| Earlier today I wrote about how the end of the session usually brings us all manner of truly bad legislation, amendments so narrowly written so as to benefit only certain interests, industries or individuals, language so precise they are literally referred to as "contracts."
Well here is a perfect illustration of that shameful phenomena, an illustration showing how we give sweet deals to those with enough money to buy a couple legislators to slip this stuff in. In an ironic twist, we are giving tax breaks to a billionaire real estate developer, and him alone, in a bill to eliminate tax breaks to billionaire real estate developers.
Nice work if you can get it...
Albany 421-a Reform Bill Hands
One-of-a-Kind, Special Favors to Forest City Ratner
Bruce Ratner's Atlantic Yards Project Would Be The Only Project to
Receive Tax Breaks for Luxury Condos Under Bill
Bruce Ratner is about to join his own exclusive developer's club, once again at taxpayer expense.
Forest City Ratner has often claimed that it's not getting anything that any other developer can't get. That was never the case, but now the development firm has positioned itself to get something that no other developer is getting.
Albany is creating a special loophole exclusively for Forest City Ratner's Atlantic Yards project as part of its bill "reforming" the 421-a tax breaks for development originally enacted in 1971. With this special legislation Forest City Ratner's market-rate luxury condominiums will be the only such units in the entire reform zone receiving the 421-a tax break, saving the developer untold millions.
"This is the cherry on top of all of the special treatment and sweetheart deals Forest City Ratner has been gifted for its Atlantic Yards project. This exclusive clause in the 421-a reform bill, benefiting Bruce Ratner alone, is an astounding example of absolute governmental favoritism, at odds with the very principles for which the reform bill is supposed to stand," said Develop Don't Destroy Brooklyn (DDDB) spokesman, Daniel Goldstein. "There is no valid justification for this favoritism, and clearly there has been an utter lack of transparency in the decision to award one developer a special corporate-welfare package. Is there any end to the favoritism and backroom dealing that consistently benefits Bruce Ratner? Will Governor Spitzer choose to allow passage of such backroom special dealing? "
The special clause within the reform bill does not specifically name the Atlantic Yards project but rather describes "a multi-phase project that includes at least 2,500 dwelling units and (i) being implemented pursuant to a General Project Plan adopted by the New York State Urban Development Corporation and approved by Public Authorities Control Board." There is only one such project in the state fitting that description, and that's Atlantic Yards. Forest City Ratner is also seeking an extraordinary $1.4 billion in government backed, tax-exempt housing bonds.
"There should be an immediate Independent Budget Office (IBO) evaluation of all of the financial and tax benefits flowing to Forest City Ratner for affordable housing to determine the cost per unit, how many units are being deferred from other areas of the city, and how many units this level of funding could provide if it were dispersed without favoritism," said former City Planning Commissioner and DDDB Advisory Board member Ron Shiffman.
On his Atlantic Yards Report, watchdog journalist Norman Oder wrote, "The final version of the bill apparently came down to two men in a room, Brooklyn Assemblyman Vito Lopez (and surrogates) and Real Estate Board of New York (REBNY) executive Steve Spinola (ditto). And in those backroom negotiations emerged a nice plum for Forest City Ratner's Atlantic Yards project. (The lack of an obligation to build affordable housing in [Atlantic Yards] condo buildings adds to the developer's bottom line in multiple ways.)"
To make matters worse, this special legislation granting exclusive and extraordinary tax breaks to Forest City Ratner would force lower-income residents of the proposed Atlantic Yards subsidized "affordable" housing to shell out at least 35% of their incomes for rent. This runs completely counter to accepted standards for "affordable housing," which typically involves a resident paying 30% of income towards rent the very principle behind the "Atlantic Yards" housing deal negotiated privately between Forest City Ratner and ACORN.
"With all due respect to ACORN, it's confounding that they are supporting this special benefit to Ratner, making a mockery of the very reform bill they fought so hard to push forward," Goldstein said. "It makes no sense for ACORN to support tax breaks for luxury condos when that is precisely what the reform bill was supposed to eliminate. Also, ACORN and Forest City Ratner had promised that each Atlantic Yards building would be mixed affordable and market-rate, but that is another broken promise by Ratner that ACORN appears willing to overlook."
As I and many others have been saying for quite some time now, everything wrong with New York City and New York State politics is represented in the Ratnerville project. Influence peddling, crony capitalism, back room deals, shady legislation, lack of any meaningful public participation, overt favoritism to monied interests - it's all there.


ASSIGNMENT:
Quote exactly the lines spanning from the top of the data below to the line that contains "Task: Click on the a: Help", including both.

(Stored data entries)
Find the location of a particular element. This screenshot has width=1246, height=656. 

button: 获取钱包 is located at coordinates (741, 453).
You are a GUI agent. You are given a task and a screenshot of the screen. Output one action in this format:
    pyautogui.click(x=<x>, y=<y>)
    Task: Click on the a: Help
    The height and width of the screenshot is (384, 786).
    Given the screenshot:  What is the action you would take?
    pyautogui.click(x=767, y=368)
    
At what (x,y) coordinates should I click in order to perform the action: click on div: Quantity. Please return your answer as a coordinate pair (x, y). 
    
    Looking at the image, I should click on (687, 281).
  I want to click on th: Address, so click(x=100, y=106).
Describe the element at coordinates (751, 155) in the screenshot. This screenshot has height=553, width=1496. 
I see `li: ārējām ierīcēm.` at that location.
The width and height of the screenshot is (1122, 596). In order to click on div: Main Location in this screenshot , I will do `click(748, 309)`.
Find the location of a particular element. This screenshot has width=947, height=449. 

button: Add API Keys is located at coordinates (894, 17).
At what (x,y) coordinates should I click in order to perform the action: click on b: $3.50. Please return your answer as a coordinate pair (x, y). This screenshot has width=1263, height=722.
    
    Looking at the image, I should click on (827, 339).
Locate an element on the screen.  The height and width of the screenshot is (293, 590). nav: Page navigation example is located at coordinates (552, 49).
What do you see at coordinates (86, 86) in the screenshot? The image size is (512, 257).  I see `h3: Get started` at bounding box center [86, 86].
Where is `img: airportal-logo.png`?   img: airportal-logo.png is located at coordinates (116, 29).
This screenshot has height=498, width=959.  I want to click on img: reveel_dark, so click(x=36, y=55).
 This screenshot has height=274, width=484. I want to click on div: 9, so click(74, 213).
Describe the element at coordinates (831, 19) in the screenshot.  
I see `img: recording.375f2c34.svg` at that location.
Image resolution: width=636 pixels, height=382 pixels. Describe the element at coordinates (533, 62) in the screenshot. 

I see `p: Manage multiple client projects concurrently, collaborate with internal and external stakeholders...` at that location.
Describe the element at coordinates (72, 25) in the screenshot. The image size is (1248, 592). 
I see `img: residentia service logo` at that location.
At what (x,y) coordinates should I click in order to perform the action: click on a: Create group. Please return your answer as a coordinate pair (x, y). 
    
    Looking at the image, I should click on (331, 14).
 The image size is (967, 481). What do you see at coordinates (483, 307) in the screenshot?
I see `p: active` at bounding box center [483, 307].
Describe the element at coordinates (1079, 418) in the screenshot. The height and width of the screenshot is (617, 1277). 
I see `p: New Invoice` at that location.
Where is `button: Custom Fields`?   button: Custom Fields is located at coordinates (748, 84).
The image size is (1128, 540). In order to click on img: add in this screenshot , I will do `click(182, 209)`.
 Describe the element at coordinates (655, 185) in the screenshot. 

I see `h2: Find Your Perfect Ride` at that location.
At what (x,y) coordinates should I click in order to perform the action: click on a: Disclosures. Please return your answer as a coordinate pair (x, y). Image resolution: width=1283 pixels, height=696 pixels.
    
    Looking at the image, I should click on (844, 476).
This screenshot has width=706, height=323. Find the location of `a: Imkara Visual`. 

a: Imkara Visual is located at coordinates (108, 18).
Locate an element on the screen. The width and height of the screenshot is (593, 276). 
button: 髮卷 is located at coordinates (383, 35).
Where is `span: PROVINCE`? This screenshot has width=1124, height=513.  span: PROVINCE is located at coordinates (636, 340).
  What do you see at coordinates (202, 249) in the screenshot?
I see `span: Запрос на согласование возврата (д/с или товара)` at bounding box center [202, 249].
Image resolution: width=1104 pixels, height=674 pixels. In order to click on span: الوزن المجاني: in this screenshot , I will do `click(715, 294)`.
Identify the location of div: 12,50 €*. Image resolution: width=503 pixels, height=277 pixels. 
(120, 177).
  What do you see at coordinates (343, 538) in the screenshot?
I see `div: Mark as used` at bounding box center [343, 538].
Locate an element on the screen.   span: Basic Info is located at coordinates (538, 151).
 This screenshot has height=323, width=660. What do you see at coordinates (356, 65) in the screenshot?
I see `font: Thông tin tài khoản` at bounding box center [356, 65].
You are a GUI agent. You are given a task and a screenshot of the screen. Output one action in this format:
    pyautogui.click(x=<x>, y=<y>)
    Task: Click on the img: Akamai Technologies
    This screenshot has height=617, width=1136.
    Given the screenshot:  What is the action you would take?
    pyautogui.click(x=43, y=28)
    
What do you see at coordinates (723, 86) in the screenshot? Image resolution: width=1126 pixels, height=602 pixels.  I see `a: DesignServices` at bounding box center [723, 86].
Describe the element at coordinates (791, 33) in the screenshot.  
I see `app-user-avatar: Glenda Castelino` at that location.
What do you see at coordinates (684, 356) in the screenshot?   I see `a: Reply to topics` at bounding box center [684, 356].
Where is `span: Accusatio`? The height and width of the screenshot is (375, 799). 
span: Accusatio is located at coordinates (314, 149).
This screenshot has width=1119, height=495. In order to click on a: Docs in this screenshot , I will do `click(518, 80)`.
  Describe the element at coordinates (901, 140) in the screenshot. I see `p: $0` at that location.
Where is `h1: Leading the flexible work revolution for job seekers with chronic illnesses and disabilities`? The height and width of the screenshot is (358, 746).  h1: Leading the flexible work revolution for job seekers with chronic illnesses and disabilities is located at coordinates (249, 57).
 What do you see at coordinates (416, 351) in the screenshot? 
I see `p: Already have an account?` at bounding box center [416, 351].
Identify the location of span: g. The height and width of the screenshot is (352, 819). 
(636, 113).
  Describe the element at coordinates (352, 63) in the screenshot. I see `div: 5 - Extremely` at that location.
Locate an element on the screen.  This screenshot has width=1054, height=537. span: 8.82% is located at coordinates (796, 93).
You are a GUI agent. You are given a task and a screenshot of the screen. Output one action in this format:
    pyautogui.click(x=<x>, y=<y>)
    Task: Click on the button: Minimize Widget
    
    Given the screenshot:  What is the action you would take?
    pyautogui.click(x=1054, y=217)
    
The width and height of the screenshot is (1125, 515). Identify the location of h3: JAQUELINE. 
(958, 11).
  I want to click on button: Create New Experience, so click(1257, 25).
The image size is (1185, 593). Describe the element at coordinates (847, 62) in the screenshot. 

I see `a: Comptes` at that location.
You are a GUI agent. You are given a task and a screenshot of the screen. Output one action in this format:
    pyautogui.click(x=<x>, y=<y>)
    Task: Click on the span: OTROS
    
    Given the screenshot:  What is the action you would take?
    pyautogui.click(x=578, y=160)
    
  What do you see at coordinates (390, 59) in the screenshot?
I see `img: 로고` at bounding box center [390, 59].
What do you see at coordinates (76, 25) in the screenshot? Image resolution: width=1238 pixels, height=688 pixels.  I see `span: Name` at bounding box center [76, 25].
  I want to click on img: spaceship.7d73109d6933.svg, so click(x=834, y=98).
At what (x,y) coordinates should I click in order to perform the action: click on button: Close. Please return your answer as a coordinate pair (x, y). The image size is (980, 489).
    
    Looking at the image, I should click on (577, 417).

ANSWER FOR THIS EXERCISE:
Find the location of a particular element. This screenshot has width=1246, height=656. 

button: 获取钱包 is located at coordinates (741, 453).
You are a GUI agent. You are given a task and a screenshot of the screen. Output one action in this format:
    pyautogui.click(x=<x>, y=<y>)
    Task: Click on the a: Help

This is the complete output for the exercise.